Agreements like this, imperfect as they are, might well be the best we can do to secure the gains from freer international trade. But it is still a sad testament to the world we live in that a bilateral treaty between the world's largest trading bloc and one of the world's richer countries, which took seven years to negotiate, is viewed as a sign of hope.

CETA's path has been far from smooth, and there is no guarantee as yet that it will be fully applied. Various activist groups have opposed it, displaying little understanding of how trade benefits consumers, particularly low-income consumers. Political activist groups Foodwatch and Compact, among others, sought to prevent its implementation earlier in October by injunction and were rebuffed by the German Federal Constitutional Court.

This denial and the court's recognition of the value of trade agreements is heartening. But CETA hit its next snag shortly thereafter, when Belgium's tiny Wallonia region successfully vetoed the deal. This led to the departure of Canada's International Trade Minister Chrystia Freeland from the EU. That a treaty potentially benefiting over 500 million Europeans and 36 million Canadians could nearly be derailed by 3.6 million residents of Wallonia is disheartening.

The most recent agreement, however, will make about 90 percent of the treaty effective, removing 98 percent of tariffs on goods traded between Canada and the EU, as well as removing many non-tariff barriers to trade.

The EU is Canada's second-largest trading partner, after the United States. Canada is the EU's twelfth largest trading partner. Both are important destinations for each other's investors, with a quarter of Canadian foreign investment heading to the EU and Canada the fourth most popular destination for European investors.

Canada exports, on average, about $2 billion worth of agricultural goods to the EU annually, which are subject to an average tariff rate of just under 14 percent. Canadian metal and mineral exports, valued at an annual average of just under $16 billion, are subject to an average tariff rate of 7 percent, with some facing tariffs as high as 10 percent. On the other end, getting rid of tariffs will save European exporters save about half a billion dollars annually, according to the EC's directorate-general of trade.

The bad news is that there is not yet a unanimous vote on the CETA's provisions that create an investor dispute resolution system — with a version of loser pays to discourage frivolous suits — and encourage suits that focus on true violations of treaty obligations. Belgium is poised to be the holdout once again. Without unanimous agreement, the provisions with respect to liberalization of investment will not come into effect. Even so, the gains from liberalization in the trade of goods will be significant.

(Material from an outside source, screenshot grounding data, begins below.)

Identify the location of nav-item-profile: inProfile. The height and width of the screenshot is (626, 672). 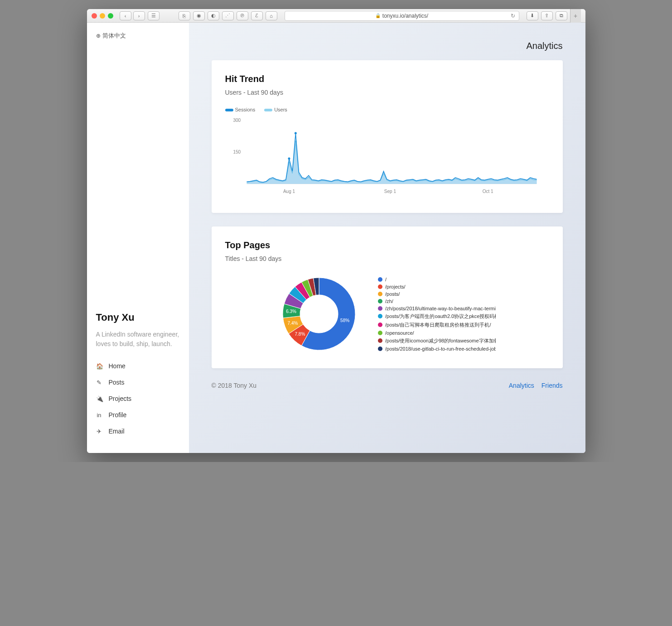
(138, 415).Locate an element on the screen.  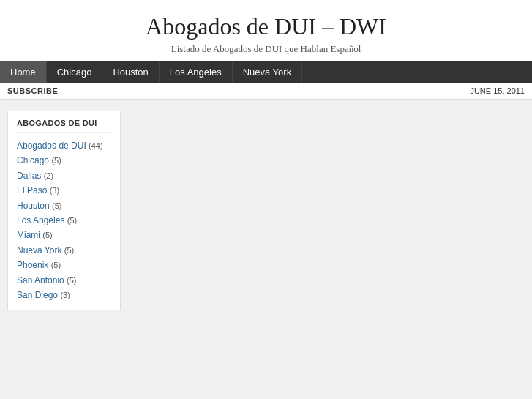
sidebar-box: ABOGADOS DE DUI Abogados de DUI (44)Chic… is located at coordinates (64, 211).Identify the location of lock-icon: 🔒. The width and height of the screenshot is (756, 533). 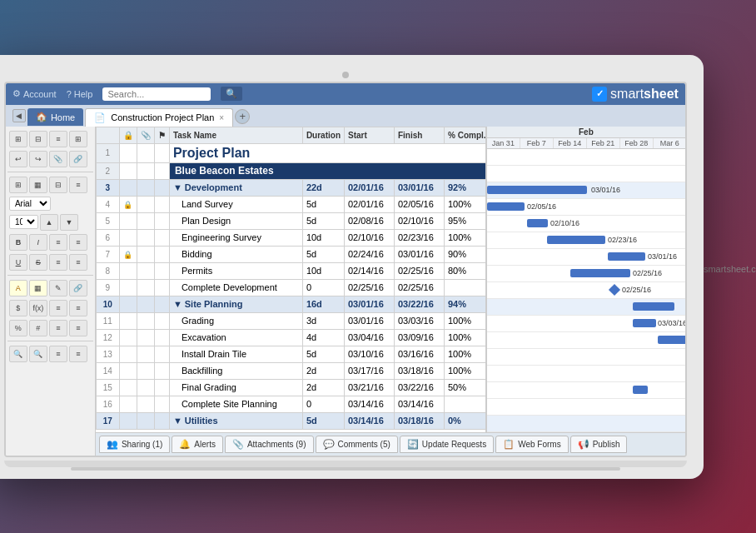
(128, 205).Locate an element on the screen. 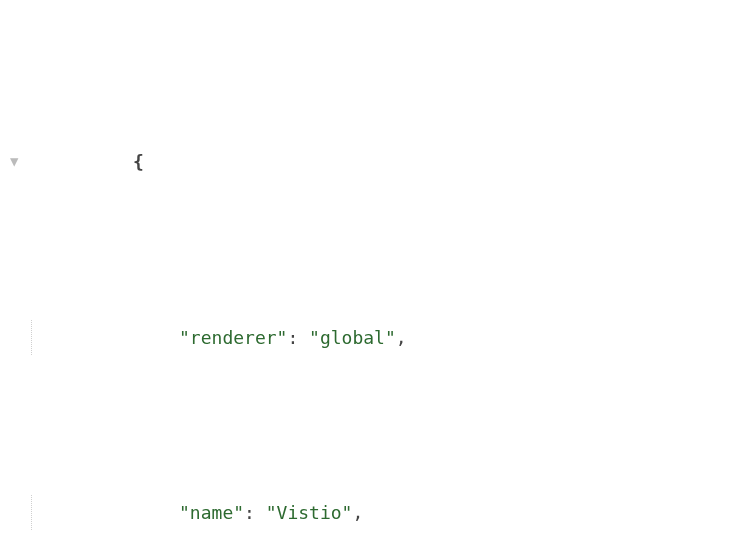 The image size is (748, 544). json-line: "name": "Vistio", is located at coordinates (378, 512).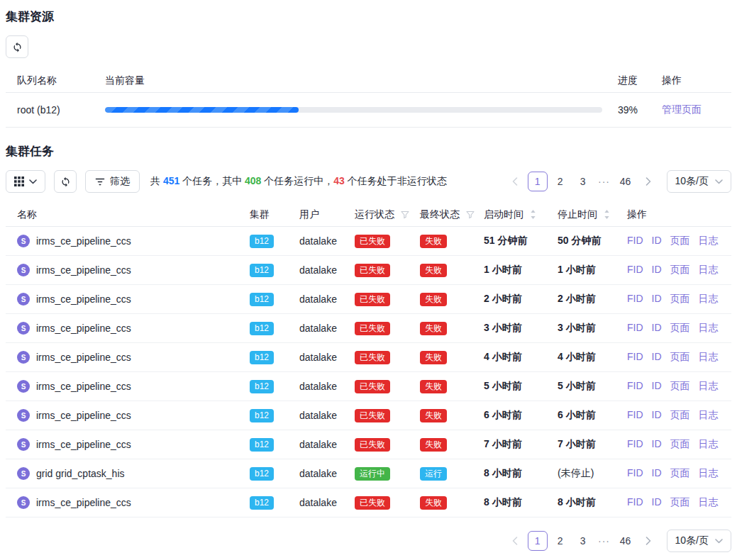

Regional and bilateral trading agreements are a poor second or third best alternative to a regime of global free trade, which benefits consumers and producers. Unilateral free trade is not a feasible policy option in the existing environment. The piecemeal approach is less efficient, in that it requires many more negotiations.

In addition to CETA, the EU is negotiating a treaty with the United States, and another with India (both of which are largely stalled), while the United States blows hot and cold on the Trans-Pacific Partnership. Regional blocs can result in partners to trading agreements looking inward, due to low or no tariffs within the trade bloc compared to tariff barriers with the rest of the world. This can result in inefficient trade "diversion."

However, an increasing number of such arrangements, if they increase the size of the political community, could restrict the influence of growth-retarding interest groups who seek out privileges from national governments.

Unilateral trade liberalization is still the best policy if the goal is to help consumers, but that remains a pipe dream. With the prospects of multilateral trade agreements equally dismal, treaties like CETA might be the best we can hope to achieve to secure the gains from international trade.